By BRENT MARTIN
St. Joseph Post

Emergency management officials continue to closely watch the Missouri River, even as the level of the Missouri dipped a little over the weekend.
The National Weather Service reports the Missouri River at St. Joseph stood at 25.64 feet at 6:30 Sunday evening. The Missouri River level dropped a bit this weekend and now is heading toward major flood stage with NWS expecting the Missouri to crest late Wednesday at 28.1 feet, a full foot lower than earlier projections and below the record crest of 32.1 feet reached in 1993. The Missouri River rose to just under 30 feet at St. Joseph in 2011.
Gov. Mike Parson, who took a helicopter tour of flooding in northwest Missouri Friday, is hesitant to compare this year with 2011.
“I don’t know that we’re comparing it there, but we’re all concerned about is it going to be like 2011 or not? I don’t think any of us know this yet,” Parson tells reporters.
Still, Parson says officials are using the hard-earned experience of 2011 to make sure they can respond to whatever happens this year.
“We’ve been preparing for this,” Parson says. “Everybody’s trying to make sure we dot all the i’s and cross all the t’s and make sure we’re ready for this as best we can be.”
The state closed Interstate 29 at Rock Port Friday as floodwaters covered the interstate across the state line in Iowa. Missouri Department of Transportation officials have been directing traffic to Interstate 35, north to I-80, back across to I-29. High water has closed a number of area roads. Highway 136, which carries traffic from northwest Missouri to Brownville, Nebraska, has been closed.
Atchison County Emergency Management Director Rhonda Wiley says she observed many stressed levees during a helicopter tour of flooding with Gov. Parson.
“I believe that we saw some areas that were probably true breaches in Holt County,” Wiley says. “Then we saw some toppage up in Atchison County as well. And, so, I believe there are some areas that have already breached.”
Wiley says fewer than 100 homes had been flooded in Atchison County with all by two families seeking shelter with relatives or friends.
The threat of flooding at Rosecrans Memorial Airport has prompted the 139th Airlift Wing to take precautions. Vice Commander of the 139th, John Clark, says the C-130s at Rosecrans have been moved to higher ground.

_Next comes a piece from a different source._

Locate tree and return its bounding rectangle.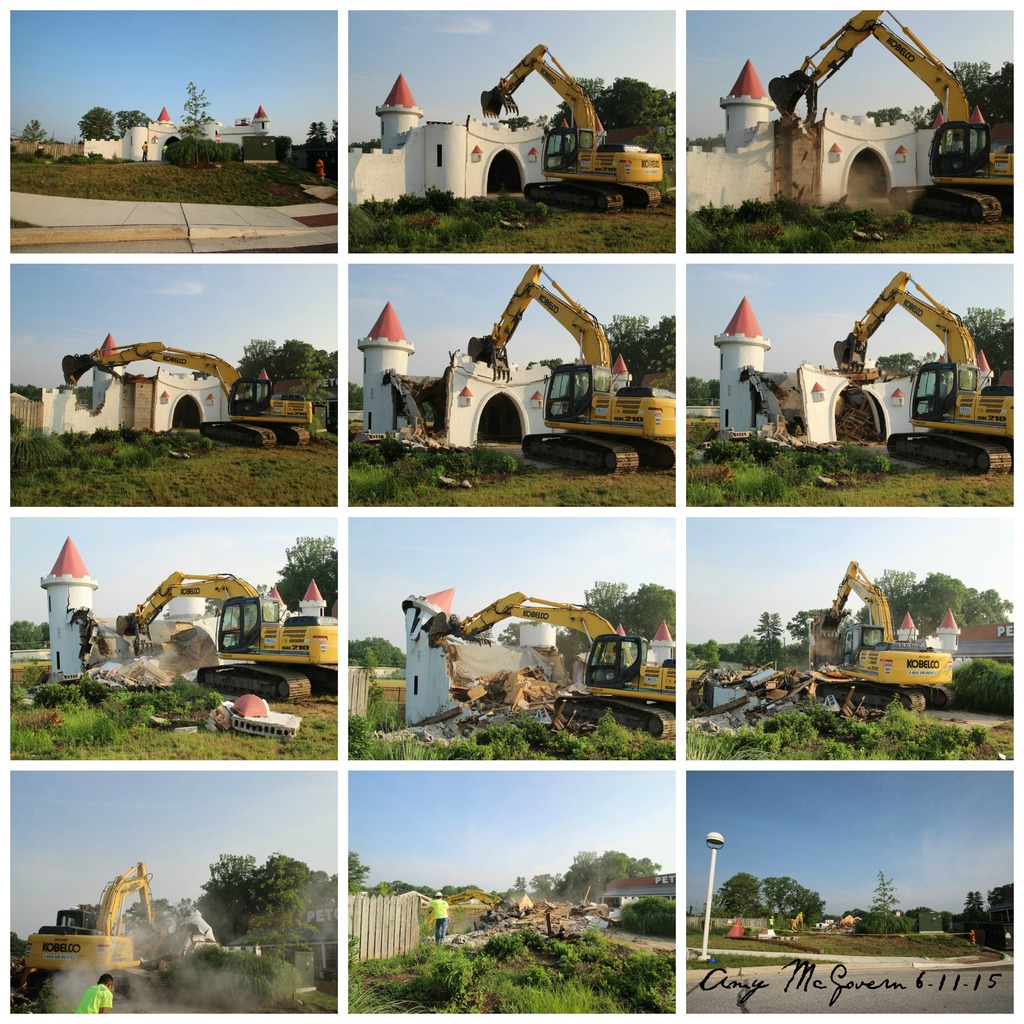
l=765, t=874, r=822, b=922.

“Mainly, right now, what we want to say is that we are still fully mission capable and engaged for you sir and for the nation as a whole and we’ll continue to remain at that level of readiness,” Clarks tells Gov. Parson.
A move by the U.S. Army Corps of Engineers had taken pressure off the Missouri River. The Corps reports it has reduced releases from the Gavins Point Dam, upstream at Yankton, South Dakota. The Corps had increased water releases from Gavins Point from 50,000 cubic feet per second to 90,000 to relieve widespread flooding in Nebraska. It announce over the weekend, it is reducing releases to 73,000 cfs with the intention of lowering releases to 20,000.